Direct database store was also not able to win positive note due to higher development & maintenance cost.

AQ was on high due to native support from Oracle Database and only one time operational cost – during first deployment: AQ enablement on database.

Compensatory services were also developed because of usage of Asynchronous processes and need to maintain transaction integrity.

D. From experience in similar products using TIBCO and SAP XI following learnings were noted:

a. Customers customize processes
b. Customers don’t like to override their customizations with introduction of newer version of processes by SAAS provider.
c. Lot of human intervention needed to preserve customization done by customers. This is error prone way.
d. Most of mapping is done in m aping where elements from source and target applications were mapped.
e. Interface definitions of source and target applications seldom changes during their lifetime. In simple language Schema of source and target message changes only when one of application changes which is rare.

To resolve these challenges two approached were evaluated:

a. Three processes based approach

To ease in handling customization by SAAS provider’s customers, each business process will be divided into three BPEL processes. For example a business process where Data flows from SAAS to Oracle eBusiness Suite, one BPEL Process will cover data fetch from and data submission to Oracle eBusiness Suite while other two will do the transformation & Mapping.






Here the idea is that in Process-2, data is mapped from SAAS Schema to eBusiness schema in the default way (SAAS Provider way). This process will deployed as separate process in BPEL Process Engine server.

The Process-3 also maps the data but it has some twist. In its mapper this process should have two input schemas (SAAS and eBusiness) and one output schema (eBusiness). The default mapping will be of one to one mapping (eBusiness to eBusiness) but client may modify as per their need.

Process -2 and Process-3 will be deployed separately and will communicate via XML. Process-2 will pass XML to process-3.

Now SAAS Provider releases second version of its product then it gives only process-1 & 2 as upgrade not the process-3. In this case client can choose not to update process-3 to preserve its customization. This approach assumes that only mapping changes from version to version not the schema.

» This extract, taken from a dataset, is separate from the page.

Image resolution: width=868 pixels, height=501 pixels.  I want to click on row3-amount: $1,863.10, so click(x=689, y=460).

This approach may have performance issue due to communication overhead.


b. Multiple Mapping files based approach





In this approach customer will be provided two sets of mapping. Customer will not modify Mapping-1 but Mapping-2 will be. With the new release of process, customer will retain XSL referring to Mapping-2, which will preserve his customization.

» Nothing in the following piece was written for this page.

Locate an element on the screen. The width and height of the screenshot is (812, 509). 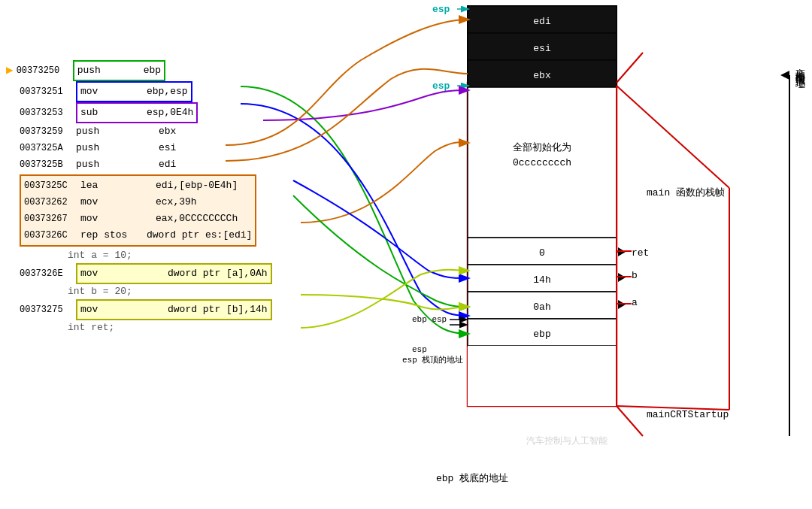
operand-9: eax,0CCCCCCCCh is located at coordinates (197, 219).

In both approaches only Mapping customizations are taken care not the changes in Schemas and upgrade in BPEL Process Manager.

The choice of approach will be decided with some performance test on the sample process.

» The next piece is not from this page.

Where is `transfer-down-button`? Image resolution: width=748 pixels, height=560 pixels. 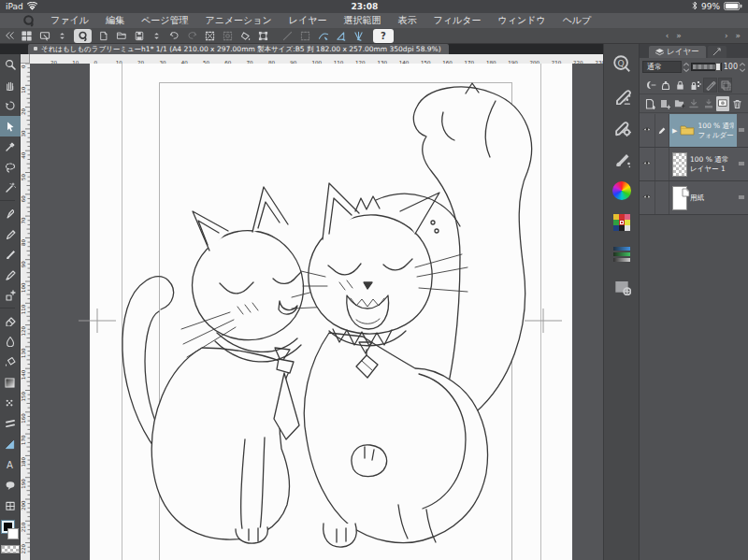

E. Products were involving big EIS (Enterprise Information System) s and SAAS application which were serving complex business processes. Often to increase reliability and support business process are deployed different instances of EIS on the basis of geographies or business lines. So there were two possible cases:

a. n:1 scenario
b. 1:n scenario

a. n:1 scenario

In the scenario where data will be fetched from multiple Oracle eBusiness Suite and fed into single SAAS instance, multiple instances of a BPEL Process will be deployed with updated connection details for Oracle eBusiness Suite.



b. 1:n scenario

Content based routing will be achieved via switch case. To achieve 1:n (input:output systems) switch based approach is simpler and clean.



The other approach to achieve content based routing is ESB. But in ESB the targets are again defined at Design Time only. There is no way one can define target systems at deployment or run time. To reduce the number of systems involved, BPEL solution with switch case is preferred.

But option was left open to customer so if customer wishes, BPEL process can be registered at ESB and ESB based routing can be availed.

Monday, December 22, 2008

TIBCO SOA Tool set

I thought of comparing TIBCO SOA toolset with that of Oracle Fusion, so architects and business people both can compare them. So I have made the following diagram.